Overview

On 14 January 2021, I had the opportunity of joining over 80 researchers from HDR UK’s Better Care community to virtually share learning, challenges, and opportunities in delivering the programme’s unique approach.  From the outset of the meeting, it was clear that, while COVID has had a transformational effect on health and care data research throughout 2020, the real benefit of the ongoing work is in ensuring the longevity of both COVID and non-COVID related outputs far into the future – particularly, the complex task of transferring and applying Better Care work in diverse healthcare settings.  The day’s fruitful discussions centred largely around the 6th step of the Better Care loop ‘scale’ with the strongest themes to emerge being (1) the value of team science and (2) the need for improved interoperability. 

Working together

Talking together, the speakers offered a unique glimpse into team science through a health data research lens – showcasing Better Care projects harnessing knowledge from multiple health, data and technology professions, and many disciplines. Sukhmeet Panesar (Deputy Director, Strategy and Development, Data, Analysis and Intelligence Service, NHS England and NHS Improvement [NHSE&I]) described the FutureNHS platform which brings together knowledge across organisations throughout the UK.  Panesar’s talk was a nod to the measurable benefits of team science and a culture centred on sharing, with 14 000 registered users including industry, senior management, frontline staff, clinicians and more, actively collaborating to support the response to the pandemic.  Impressive progress given the group launched less than a year ago. Rich Wood (Head of Modelling and Analytics at BNSSG CCG, HDR UK Southwest) also alluded to the importance of involving a multidisciplinary team, guided by clinical need, to develop and apply a model to manage healthcare demand and capacity in a large secondary care centre.  His presentation showed how this model has been successfully applied to support real world clinical practice throughout the pandemic. In an interactive session led by Tom Hardie (Improvement Fellow, The Health Foundation) and Tim Horton (Assistant Director – Insight & Analysis, The Health Foundation), participants were invited to look to the future and offered invaluable insights to inform Better Care for the future, in a way that is both scalable, sustainable and works for patients and clinicians. The ideas put forward seemed to circle back to the importance of teams crossing all sectors – for instance, embedding health and social care workers, in a way that minimises burden and does not create an unnecessary barrier to involvement, is key to successfully translating Better Care into practice.

Helping the data work together

Data interoperability is at the heart of integrating health data research into clinical practice and painting a complete picture of patient health across the clinical ecosystem.  The Informatics Consult, as described by Alvina Lai (Lecturer in Health Data Analytics, University College) is tackling this challenge head-on by ensuring that the methodology developed is not restricted to a single format of input data, but can robustly handle different systems used to support electronic healthcare records (EHRs).  This will become increasingly important as the Informatics Consult is scaled across disease areas and diverse healthcare settingsEven so, as highlighted in the recent preprint demonstrating proof of concept of the Informatics Consult, a lack of interoperability amongst the external data used by the tool (i.e. EHRs, protocols, and guidelines) poses a challenge for scaling the tool into a service.  Similarly, work presented by Charles Haworth (Respiratory Consultant, Papworth NHS Foundation Trust) on the CF Smartcare App reinforced the need for data standards, specifically for wearables. This would require alignment between technology partners to ensure that patients and clinicians are not restricted to using a single brand of wearable when contributing health data which enables the “real-time data-to-knowledge-to-practice” process, at the heart of Better Care.   Across the spectrum of participants, from data scientists to clinicians at all career stages, there seemed widespread recognition of the great potential of novel technologies (wearables and beyond) that generate health data remotely.  But this enthusiasm was tempered by the need to better understand the ‘inside data workings’ of such technologies and establish common standards for the future.  Looping back to the importance of team science, but beyond the scope of Better Care, is the wider community call for comprehensive partnerships on wearable data sharing and standardisation that span industry, academia, and the NHS – related closely to HDR UK’s work on data standardisation and NHSXs Data Strategy for Health and Social Care 

Moving forward

As demonstrated by presentations throughout the day, collaboration at all levels is an essential requirement for the Better Care approach. There is a clear demand for the role the Better Care National Priority is playing to convene the community, share learnings, identify priorities and enable widespread implementation of a data-enabled health and care service.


### What is being asked
If a line in the records below holds the word "deficiency", copy it.
#### Dataset excerpts ####
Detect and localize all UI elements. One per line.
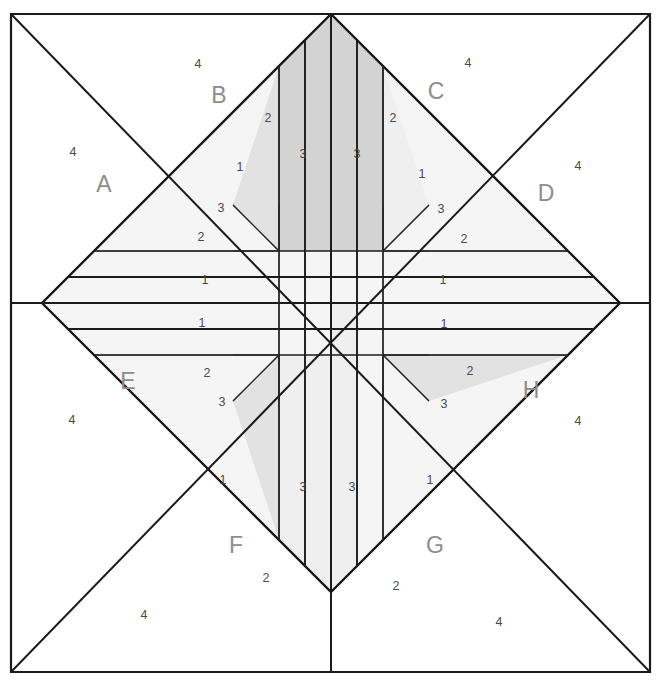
section-label-F: F: [229, 532, 243, 558]
corner-piece-label-D: 4: [575, 159, 582, 173]
corner-piece-label-A: 4: [70, 145, 77, 159]
piece-label-H-2: 2: [467, 364, 474, 378]
piece-label-H-1: 1: [441, 317, 448, 331]
corner-piece-label-F: 4: [141, 608, 148, 622]
piece-label-F-2: 2: [263, 571, 270, 585]
piece-label-C-3: 3: [354, 147, 361, 161]
piece-label-B-2: 2: [265, 111, 272, 125]
piece-label-C-1: 1: [419, 167, 426, 181]
piece-label-B-3: 3: [300, 147, 307, 161]
piece-label-B-1: 1: [237, 160, 244, 174]
corner-piece-label-C: 4: [465, 56, 472, 70]
piece-label-E-2: 2: [204, 366, 211, 380]
piece-label-H-3: 3: [441, 397, 448, 411]
piece-label-A-1: 1: [202, 273, 209, 287]
section-label-B: B: [211, 82, 226, 108]
piece-label-F-1: 1: [220, 473, 227, 487]
piece-label-D-2: 2: [461, 232, 468, 246]
section-label-G: G: [426, 532, 444, 558]
diagram-canvas: 123123321321123132231321A4B4C4D4E4F4G4H4: [0, 0, 656, 685]
piece-label-E-1: 1: [199, 316, 206, 330]
corner-piece-label-H: 4: [575, 414, 582, 428]
piece-label-G-1: 1: [427, 473, 434, 487]
section-label-A: A: [96, 171, 112, 197]
corner-piece-label-E: 4: [69, 413, 76, 427]
section-label-E: E: [120, 368, 135, 394]
section-label-H: H: [523, 377, 540, 403]
piece-label-E-3: 3: [219, 395, 226, 409]
patch-3-E: [42, 303, 331, 329]
piece-label-A-3: 3: [218, 201, 225, 215]
piece-label-G-2: 2: [393, 579, 400, 593]
section-label-C: C: [428, 78, 445, 104]
piece-label-C-2: 2: [390, 111, 397, 125]
section-label-D: D: [538, 180, 555, 206]
corner-piece-label-B: 4: [195, 57, 202, 71]
piece-label-F-3: 3: [300, 480, 307, 494]
piece-label-D-1: 1: [440, 273, 447, 287]
piece-label-G-3: 3: [349, 480, 356, 494]
piece-label-A-2: 2: [198, 230, 205, 244]
quilt-block-diagram: 123123321321123132231321A4B4C4D4E4F4G4H4: [0, 0, 656, 685]
corner-piece-label-G: 4: [496, 615, 503, 629]
piece-label-D-3: 3: [438, 202, 445, 216]
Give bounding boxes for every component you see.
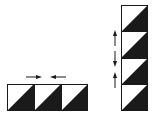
half-square-triangle-icon [7, 84, 34, 111]
tile-v-3 [121, 58, 148, 85]
tile-v-4 [121, 84, 148, 111]
tile-v-1 [121, 5, 148, 32]
tile-h-1 [7, 84, 34, 111]
arrow-down-icon [111, 50, 119, 68]
arrow-left-icon [49, 73, 67, 81]
arrow-up-icon [111, 71, 119, 89]
arrow-up-icon [111, 29, 119, 47]
half-square-triangle-icon [121, 5, 148, 32]
arrow-right-icon [25, 73, 43, 81]
tile-h-3 [61, 84, 88, 111]
half-square-triangle-icon [121, 84, 148, 111]
half-square-triangle-icon [61, 84, 88, 111]
tile-v-2 [121, 31, 148, 58]
half-square-triangle-icon [121, 58, 148, 85]
tile-h-2 [34, 84, 61, 111]
half-square-triangle-icon [121, 31, 148, 58]
half-square-triangle-icon [34, 84, 61, 111]
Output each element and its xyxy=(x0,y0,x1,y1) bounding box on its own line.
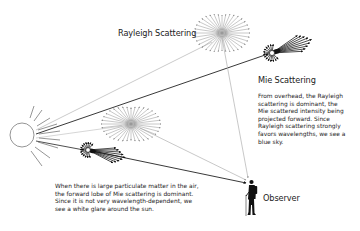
mie-scattering-label: Mie Scattering xyxy=(258,75,316,85)
rayleigh-scatterer-upper xyxy=(194,14,250,52)
rayleigh-scatterer-middle xyxy=(101,107,161,142)
light-paths xyxy=(36,38,268,183)
sun-glare-caption: When there is large particulate matter i… xyxy=(55,183,199,213)
observer-label: Observer xyxy=(263,193,300,203)
mie-scatterer-upper xyxy=(263,35,311,61)
overhead-caption: From overhead, the Rayleigh scattering i… xyxy=(258,93,345,146)
rayleigh-scattering-label: Rayleigh Scattering xyxy=(118,28,196,38)
mie-scatterer-lower xyxy=(80,142,125,163)
hiker-silhouette-icon xyxy=(246,180,257,216)
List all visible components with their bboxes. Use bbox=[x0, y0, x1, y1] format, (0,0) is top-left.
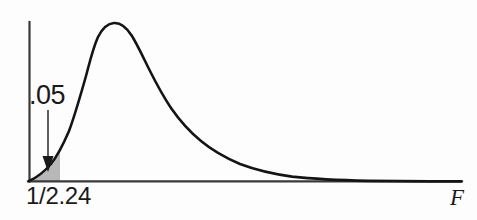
x-axis-title: F bbox=[450, 186, 464, 209]
f-distribution-figure: .05 1/2.24 F bbox=[0, 0, 477, 220]
x-axis-tick-label: 1/2.24 bbox=[26, 184, 91, 208]
alpha-area-label: .05 bbox=[29, 82, 65, 109]
f-density-curve bbox=[29, 23, 461, 181]
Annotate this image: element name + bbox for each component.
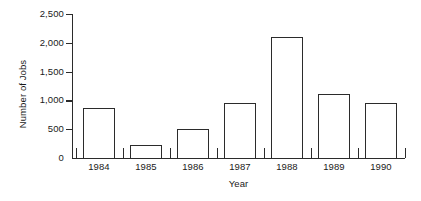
bar-1990 (365, 103, 397, 158)
y-tick-label-2000: 2,000 (4, 38, 64, 48)
x-tick-mark-6 (358, 148, 359, 158)
x-tick-mark-1 (123, 148, 124, 158)
x-tick-mark-0 (76, 148, 77, 158)
x-tick-label-1990: 1990 (351, 161, 411, 173)
x-tick-mark-2 (170, 148, 171, 158)
x-tick-mark-4 (264, 148, 265, 158)
bar-1988 (271, 37, 303, 158)
y-tick-label-1000: 1,000 (4, 95, 64, 105)
x-tick-mark-3 (217, 148, 218, 158)
bar-chart-figure: Number of Jobs 2,500 2,000 1,500 1,000 5… (0, 0, 421, 201)
x-tick-mark-7 (405, 148, 406, 158)
y-tick-label-1500: 1,500 (4, 67, 64, 77)
bar-1987 (224, 103, 256, 158)
x-axis-title: Year (72, 178, 405, 189)
x-tick-mark-5 (311, 148, 312, 158)
bar-1984 (83, 108, 115, 158)
y-axis-line (72, 14, 73, 159)
bar-1985 (130, 145, 162, 158)
bar-1986 (177, 129, 209, 158)
y-tick-label-2500: 2,500 (4, 9, 64, 19)
bar-1989 (318, 94, 350, 157)
y-tick-label-500: 500 (4, 124, 64, 134)
y-tick-label-0: 0 (4, 153, 64, 163)
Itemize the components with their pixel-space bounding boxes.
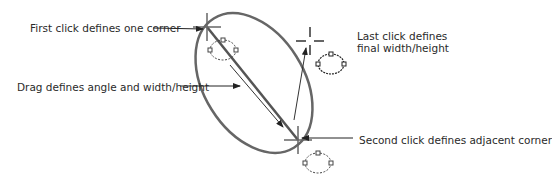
ellipse-cursor-icon-2 [316,52,346,74]
drag-label: Drag defines angle and width/height [17,81,209,93]
drag-arrow [230,65,283,127]
last-click-label-line1: Last click defines [357,30,449,42]
last-click-label: Last click defines final width/height [357,30,449,54]
ellipse-cursor-icon-1 [208,38,238,60]
crosshair-last-click-icon [296,27,324,55]
last-click-arrow [294,48,306,120]
last-click-label-line2: final width/height [357,42,449,54]
ellipse-cursor-icon-3 [303,151,333,173]
first-click-label: First click defines one corner [30,22,181,34]
second-click-label: Second click defines adjacent corner [359,134,552,146]
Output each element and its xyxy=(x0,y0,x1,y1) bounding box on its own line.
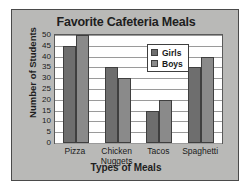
bar-boys-spaghetti xyxy=(201,57,214,143)
bar-girls-tacos xyxy=(146,111,159,143)
y-tick-label: 45 xyxy=(31,42,51,50)
chart-legend: Girls Boys xyxy=(147,44,189,72)
legend-swatch-boys-icon xyxy=(151,60,158,67)
legend-label-boys: Boys xyxy=(162,59,183,69)
bar-group xyxy=(105,35,131,143)
x-tick-label: Pizza xyxy=(54,146,96,156)
y-tick-label: 20 xyxy=(31,96,51,104)
y-tick-label: 10 xyxy=(31,117,51,125)
legend-swatch-girls-icon xyxy=(151,49,158,56)
x-tick-label-line: Tacos xyxy=(138,146,180,156)
bar-girls-chicken-nuggets xyxy=(105,67,118,143)
y-axis-tick-labels: 50454035302520151050 xyxy=(31,34,51,144)
chart-figure: Favorite Cafeteria Meals Number of Stude… xyxy=(0,0,251,191)
x-tick-label: Spaghetti xyxy=(179,146,221,156)
x-tick-label-line: Spaghetti xyxy=(179,146,221,156)
bar-group xyxy=(188,35,214,143)
x-tick-label-line: Chicken xyxy=(96,146,138,156)
bar-boys-tacos xyxy=(159,100,172,143)
y-tick-label: 30 xyxy=(31,74,51,82)
bar-girls-pizza xyxy=(63,46,76,143)
chart-panel: Favorite Cafeteria Meals Number of Stude… xyxy=(11,9,239,181)
bars-layer xyxy=(55,35,222,143)
plot-area: Girls Boys xyxy=(54,34,223,144)
x-tick-label-line: Pizza xyxy=(54,146,96,156)
y-tick-label: 40 xyxy=(31,53,51,61)
y-tick-label: 5 xyxy=(31,128,51,136)
chart-title: Favorite Cafeteria Meals xyxy=(12,15,240,29)
bar-boys-chicken-nuggets xyxy=(118,78,131,143)
y-tick-label: 25 xyxy=(31,85,51,93)
bar-group xyxy=(63,35,89,143)
x-axis-title: Types of Meals xyxy=(12,162,240,173)
y-tick-label: 0 xyxy=(31,139,51,147)
legend-item-boys: Boys xyxy=(151,58,183,69)
y-tick-label: 50 xyxy=(31,31,51,39)
y-tick-label: 35 xyxy=(31,63,51,71)
bar-girls-spaghetti xyxy=(188,67,201,143)
x-tick-label: Tacos xyxy=(138,146,180,156)
legend-item-girls: Girls xyxy=(151,47,183,58)
legend-label-girls: Girls xyxy=(162,48,181,58)
gridline xyxy=(55,143,222,144)
y-tick-label: 15 xyxy=(31,107,51,115)
bar-boys-pizza xyxy=(76,35,89,143)
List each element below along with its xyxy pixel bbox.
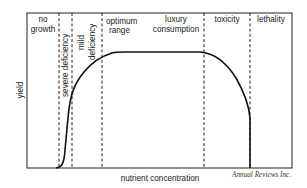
- zone-label-mild: mild: [77, 35, 86, 50]
- zone-label-deficiency: deficiency: [88, 23, 97, 60]
- yield-curve: [56, 52, 250, 168]
- yield-response-diagram: no growth severe deficiency mild deficie…: [0, 0, 307, 188]
- zone-label-range: range: [109, 26, 130, 35]
- zone-label-luxury: luxury: [165, 15, 188, 24]
- zone-label-consumption: consumption: [153, 25, 200, 34]
- credit-text: Annual Reviews Inc.: [231, 171, 291, 179]
- zone-label-no-growth-1: no: [38, 15, 48, 24]
- zone-label-lethality: lethality: [257, 15, 286, 24]
- zone-label-severe-deficiency: severe deficiency: [61, 33, 70, 97]
- x-axis-label: nutrient concentration: [121, 174, 200, 183]
- zone-label-optimum: optimum: [106, 17, 138, 26]
- y-axis-label: yield: [16, 81, 25, 98]
- zone-label-no-growth-2: growth: [31, 25, 56, 34]
- zone-label-toxicity: toxicity: [214, 15, 240, 24]
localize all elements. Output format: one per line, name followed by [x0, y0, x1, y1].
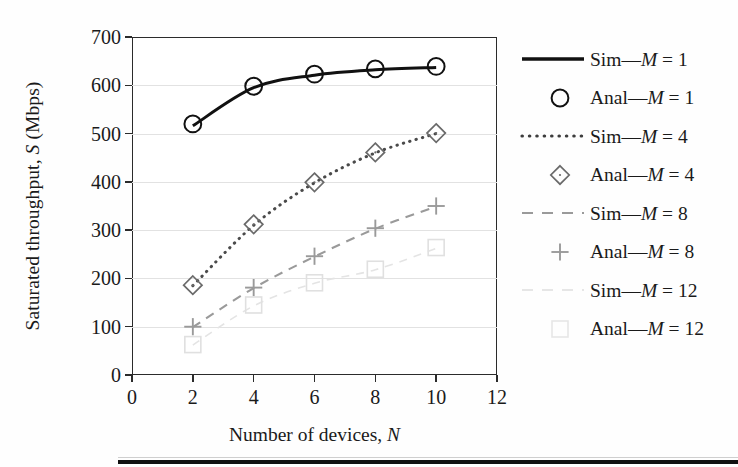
legend-label-variable: M — [641, 280, 657, 301]
x-tick-mark — [496, 375, 497, 382]
y-tick-mark — [125, 133, 132, 134]
x-tick-label: 2 — [188, 387, 198, 407]
diamond-marker — [520, 163, 586, 187]
faint-square-marker — [520, 317, 586, 341]
x-tick-mark — [253, 375, 254, 382]
data-point-marker — [246, 297, 262, 313]
y-tick-label: 600 — [91, 75, 121, 95]
legend-label-variable: M — [641, 126, 657, 147]
legend-label: Sim—M = 4 — [586, 127, 688, 147]
y-axis-title: Saturated throughput, S (Mbps) — [18, 37, 48, 375]
x-tick-mark — [314, 375, 315, 382]
dashed-line — [520, 201, 586, 225]
data-point-marker — [306, 248, 323, 265]
legend-label-variable: M — [641, 49, 657, 70]
legend-sample — [520, 86, 586, 110]
x-tick-mark — [375, 375, 376, 382]
data-point-marker — [552, 89, 569, 106]
y-tick-mark — [125, 326, 132, 327]
legend-label: Sim—M = 8 — [586, 204, 688, 224]
legend-label-variable: M — [647, 318, 663, 339]
legend-sample — [520, 124, 586, 148]
data-point-marker — [366, 143, 384, 161]
legend-label: Anal—M = 1 — [586, 88, 694, 108]
legend-label-value: = 12 — [657, 280, 697, 301]
legend-label: Anal—M = 4 — [586, 165, 694, 185]
legend-sample — [520, 201, 586, 225]
legend-item[interactable]: Anal—M = 12 — [520, 310, 732, 349]
x-axis-title-text: Number of devices, — [229, 424, 387, 445]
legend-item[interactable]: Anal—M = 8 — [520, 233, 732, 272]
y-tick-label: 500 — [91, 124, 121, 144]
legend-label-value: = 1 — [664, 87, 695, 108]
legend-label-value: = 8 — [664, 241, 695, 262]
y-tick-mark — [125, 229, 132, 230]
x-tick-label: 10 — [426, 387, 446, 407]
legend-label-variable: M — [647, 164, 663, 185]
legend-label-value: = 4 — [657, 126, 688, 147]
data-point-marker — [552, 321, 568, 337]
data-point-marker — [305, 173, 323, 191]
legend-label-prefix: Anal— — [590, 318, 647, 339]
x-tick-label: 6 — [310, 387, 320, 407]
legend-label-value: = 12 — [664, 318, 704, 339]
data-point-marker — [184, 276, 202, 294]
data-point-marker — [244, 215, 262, 233]
legend-item[interactable]: Sim—M = 4 — [520, 117, 732, 156]
legend-item[interactable]: Sim—M = 1 — [520, 40, 732, 79]
data-point-marker — [427, 124, 445, 142]
legend-label-prefix: Sim— — [590, 49, 641, 70]
legend-label-prefix: Sim— — [590, 126, 641, 147]
legend-sample — [520, 278, 586, 302]
data-point-marker — [367, 220, 384, 237]
legend-label: Anal—M = 8 — [586, 242, 694, 262]
plus-marker — [520, 240, 586, 264]
legend-label-prefix: Anal— — [590, 241, 647, 262]
data-point-marker — [428, 197, 445, 214]
x-tick-label: 12 — [487, 387, 507, 407]
legend-item[interactable]: Anal—M = 1 — [520, 79, 732, 118]
legend-label: Sim—M = 1 — [586, 50, 688, 70]
x-tick-label: 8 — [370, 387, 380, 407]
y-tick-mark — [125, 278, 132, 279]
legend-item[interactable]: Sim—M = 8 — [520, 194, 732, 233]
legend-sample — [520, 163, 586, 187]
y-tick-mark — [125, 181, 132, 182]
legend-label-value: = 1 — [657, 49, 688, 70]
legend-label-variable: M — [641, 203, 657, 224]
data-point-marker — [428, 240, 444, 256]
legend-sample — [520, 317, 586, 341]
y-tick-label: 200 — [91, 268, 121, 288]
x-tick-label: 0 — [127, 387, 137, 407]
legend-label-prefix: Sim— — [590, 280, 641, 301]
legend-label: Sim—M = 12 — [586, 281, 697, 301]
x-axis-title: Number of devices, N — [132, 424, 497, 446]
figure-canvas: Saturated throughput, S (Mbps) 010020030… — [0, 0, 738, 467]
series-layer — [132, 37, 497, 375]
chart-legend: Sim—M = 1Anal—M = 1Sim—M = 4Anal—M = 4Si… — [520, 40, 732, 348]
y-tick-label: 400 — [91, 172, 121, 192]
legend-label-prefix: Anal— — [590, 164, 647, 185]
y-tick-label: 300 — [91, 220, 121, 240]
data-point-marker — [551, 166, 569, 184]
x-axis-title-variable: N — [387, 424, 400, 445]
legend-label-value: = 8 — [657, 203, 688, 224]
y-axis-title-variable: S — [22, 145, 43, 155]
legend-label-variable: M — [647, 87, 663, 108]
page-rule-dark — [118, 460, 738, 464]
x-tick-label: 4 — [249, 387, 259, 407]
x-tick-mark — [192, 375, 193, 382]
page-rule-light — [118, 457, 738, 458]
data-point-marker — [184, 116, 201, 133]
legend-item[interactable]: Anal—M = 4 — [520, 156, 732, 195]
legend-item[interactable]: Sim—M = 12 — [520, 271, 732, 310]
dotted-line — [520, 124, 586, 148]
data-point-marker — [551, 243, 568, 260]
legend-label-prefix: Sim— — [590, 203, 641, 224]
legend-label-variable: M — [647, 241, 663, 262]
y-tick-label: 700 — [91, 27, 121, 47]
y-axis-title-units: (Mbps) — [22, 82, 43, 145]
x-tick-mark — [435, 375, 436, 382]
series-line — [193, 206, 436, 327]
y-tick-mark — [125, 36, 132, 37]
####
### Worked solution
- zone-label-deficiency: deficiency: [88, 23, 97, 60]
- yield-response-diagram: no growth severe deficiency mild deficie…: [0, 0, 307, 188]
- zone-label-severe-deficiency: severe deficiency: [61, 33, 70, 97]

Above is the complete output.